Several artifacts from Nazi-era concentration camps make their way to FGCU

Reporter: Sydney Persing
Published: Updated:
Holocaust artifacts being unpacked at FGCU (WINK News)

Compelling, emotional, heartbreaking, educational. All of these words serve as a reminder of a dark time in history — the concentration camps operated by Nazi Germany.

Now, several hand-selected artifacts have made their way to Florida Gulf Coast University.

Those behind the exhibit hope it delivers a message of compassion.

Every Holocaust survivor has a story.

Holocaust artifact at FGCU (WINK News)

“She actually took string and a needle and hid it in her boot for however long it took her to embroider ‘USA’ on her patch as a sign of defiance,” said Kinsey Brown, an English masters student at FGCU.

About 15,500 stories, to be exact, now call FGCU home.

“This has actually never been displayed before, let alone in the United States,” Brown said. It’s a prison coat one Holocaust survivor held onto until the day she died.

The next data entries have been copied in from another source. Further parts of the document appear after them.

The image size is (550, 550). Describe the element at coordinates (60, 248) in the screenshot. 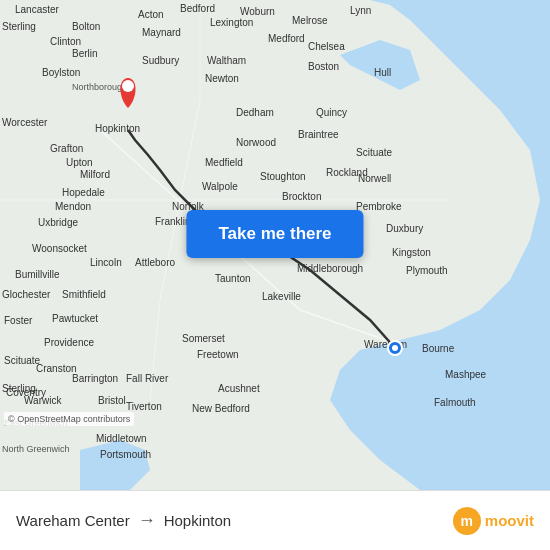

I see `label-woonsocket: Woonsocket` at that location.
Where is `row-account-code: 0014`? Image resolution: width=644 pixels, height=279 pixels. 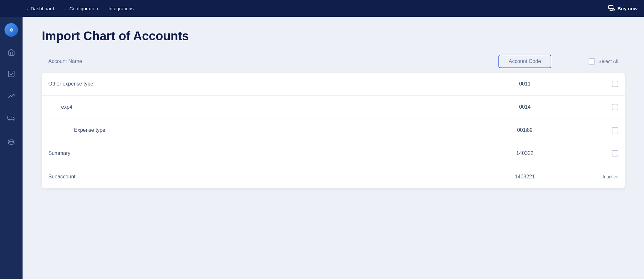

Now, it’s here on display at FGCU’s exhibit on Ravensbrück, a Nazi concentration camp in Germany that housed women and children only.

“We installed this entire wall to kind of simulate the walls that were present at Ravensbrück,” Brown said.

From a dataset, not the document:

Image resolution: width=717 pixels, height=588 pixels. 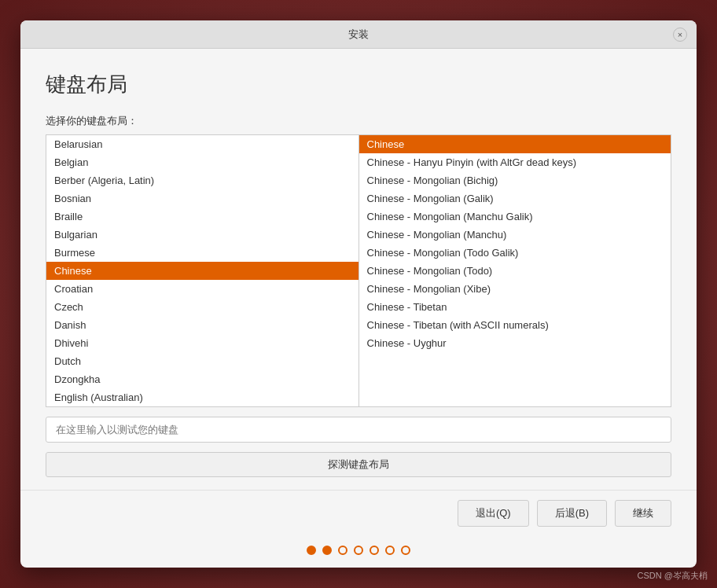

Faculty and students went there and to Sweden where surviving prisoners went once freed. They brought back history.

“Going to Germany and Sweden to walk in their footsteps,” Brown said. And they did so, quite literally.

A photo from the time of the Holocaust in Nazi Germany (WINK News)

“Our archive group actually got to stand at the head of that staircase at exactly the same place those refugees did,” she said.

You’ll hear about the torture in the prisoners’ own words.

“They showed us the chimney stacks and said, ‘That’s the way you’re getting out. No other way,'” Brown read.

The trauma; the pain. But those victims, also fighters.

“I think if we can key in on teaching our students to be compassionate and kind, then that’s ultimately the most important,” Brown said.

If you’d like to see the exhibit for yourself, it opens to the public on Feb. 4.